Unfortunately it’s still made by a big company.
Linux phones made quite some progress in recent years. They still aren’t what I’d call consumer ready, but it’s getting there.
Unfortunately it’s still made by a big company.
Linux phones made quite some progress in recent years. They still aren’t what I’d call consumer ready, but it’s getting there.
In Poland we have “Hunger is the best condiment”, I guess it might be something similar
I think most people can believe that he knows something about manufacturing, but almost everyone doubts that he “knows more than anyone currently alive on this planet”. Those are quite different things.
I always go with the following strategy:
I personally switched from NextCloud to Syncthing.
Syncthing:
On the other hand, NextCloud:
It’s mandated by the EU: https://eur-lex.europa.eu/legal-content/EN/TXT/?uri=CELEX:52021XC1229(06) (see point 6a).
Matrix works, but it’s way harder and more expensive to selfhost than for example XMPP, which can be hosted even on cheapest VPS or first RPi. I would definitely take the cost and “how hard is it to maintain in the long run” into consideration.
Mattermost also works and is pretty easy to selfhost, but it doesn’t have federation.
Another option is always an email with delta.chat - I don’t think it offers voice calling, but email is one of the most basic services one can host, and many automated solutions to help with that exist.
I have an original PinePhone. The phone itself is horribly outdated and slow, but the software itself (Phosh+Gnome) is suprisingly okay. Given a good enough phone (as in hardware) I can see myself actually using it and not being annoyed more than I was with early Androids.
Unfortunately what I understand is that FSFE doesn’t intend to do hardware, only software platform, so I wonder whether they’ll come up with anything interesting.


Below are the records; copy each line in which "paper" occurs.

++++ The records ++++

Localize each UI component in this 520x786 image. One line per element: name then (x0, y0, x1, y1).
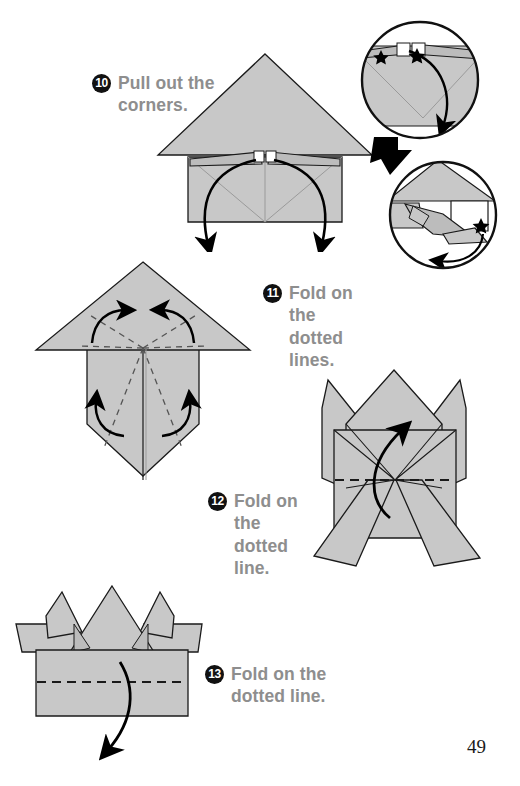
step-instruction-12: Fold on the dotted line. (234, 490, 318, 580)
page-number: 49 (467, 736, 486, 758)
step-instruction-11: Fold on the dotted lines. (289, 282, 373, 372)
diagram-step-11 (32, 258, 254, 486)
step-number-badge-12: 12 (208, 492, 227, 511)
step-instruction-10: Pull out the corners. (118, 72, 214, 117)
step-caption-11: 11 Fold on the dotted lines. (263, 282, 373, 372)
detail-circle-after-pull (383, 156, 507, 276)
step-number-badge-13: 13 (205, 665, 224, 684)
paper-body-box-13 (36, 650, 188, 716)
step-caption-12: 12 Fold on the dotted line. (208, 490, 318, 580)
step-number-badge-10: 10 (92, 74, 111, 93)
origami-instruction-page: 10 Pull out the corners. (0, 0, 520, 786)
diagram-step-12 (310, 368, 510, 573)
detail-circle-before-pull (353, 18, 493, 146)
step-caption-10: 10 Pull out the corners. (92, 72, 242, 117)
step-caption-13: 13 Fold on the dotted line. (205, 663, 355, 708)
closeup-left-pocket (397, 43, 410, 56)
diagram-step-13 (12, 576, 212, 762)
paper-triangle-roof-11 (36, 262, 250, 350)
step-instruction-13: Fold on the dotted line. (231, 663, 326, 708)
step-number-badge-11: 11 (263, 284, 282, 303)
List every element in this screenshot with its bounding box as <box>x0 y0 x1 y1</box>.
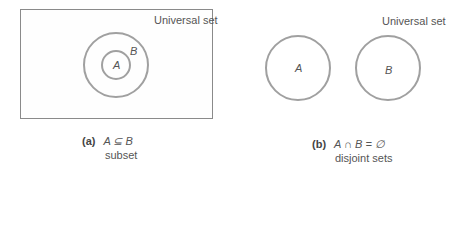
caption-b: (b)A ∩ B = ∅ disjoint sets <box>312 137 392 165</box>
caption-tag-b: (b) <box>312 138 326 150</box>
set-b-label-b: B <box>385 64 392 76</box>
set-a-label-b: A <box>294 62 302 74</box>
caption-expr-b: A ∩ B = ∅ <box>334 138 385 150</box>
caption-desc-b: disjoint sets <box>335 152 392 164</box>
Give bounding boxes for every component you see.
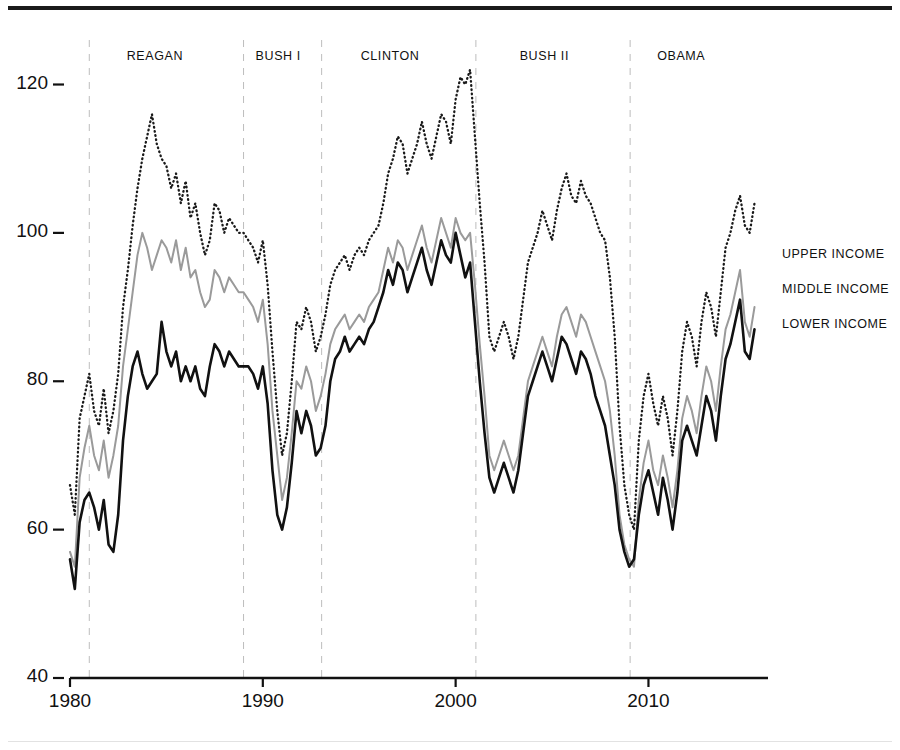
era-label-clinton: CLINTON — [361, 49, 420, 63]
era-label-reagan: REAGAN — [127, 49, 183, 63]
x-axis-label-1980: 1980 — [30, 690, 110, 712]
era-label-bush-i: BUSH I — [256, 49, 301, 63]
axis-group — [53, 85, 768, 687]
x-axis-label-1990: 1990 — [223, 690, 303, 712]
y-axis-label-40: 40 — [0, 665, 48, 687]
series-group — [70, 70, 755, 589]
y-axis-label-80: 80 — [0, 368, 48, 390]
line-chart-canvas — [0, 0, 900, 750]
chart-figure: REAGANBUSH ICLINTONBUSH IIOBAMA UPPER IN… — [0, 0, 900, 750]
legend-label-lower-income: LOWER INCOME — [782, 317, 887, 331]
series-line-lower-income — [70, 233, 755, 589]
y-axis-label-60: 60 — [0, 517, 48, 539]
series-line-middle-income — [70, 218, 755, 567]
era-label-bush-ii: BUSH II — [520, 49, 569, 63]
legend-label-middle-income: MIDDLE INCOME — [782, 282, 889, 296]
legend-label-upper-income: UPPER INCOME — [782, 247, 885, 261]
era-label-obama: OBAMA — [657, 49, 705, 63]
y-axis-label-120: 120 — [0, 72, 48, 94]
x-axis-label-2010: 2010 — [608, 690, 688, 712]
x-axis-label-2000: 2000 — [416, 690, 496, 712]
y-axis-label-100: 100 — [0, 220, 48, 242]
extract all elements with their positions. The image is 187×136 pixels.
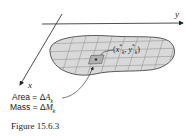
y-axis	[42, 23, 183, 24]
region-shape	[50, 36, 175, 76]
point-label: (x*k, y*k)	[113, 43, 140, 55]
mass-label: Mass = ΔMk	[10, 103, 56, 116]
y-axis-label: y	[175, 9, 179, 19]
x-axis-label: x	[28, 80, 32, 90]
figure-caption: Figure 15.6.3	[11, 121, 59, 131]
sample-point	[95, 58, 97, 60]
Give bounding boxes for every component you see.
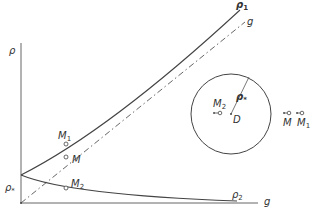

++++

▶ [Problem solution]
paper-body-box-13 (36, 650, 188, 716)
paper-triangle-roof-11 (36, 262, 250, 350)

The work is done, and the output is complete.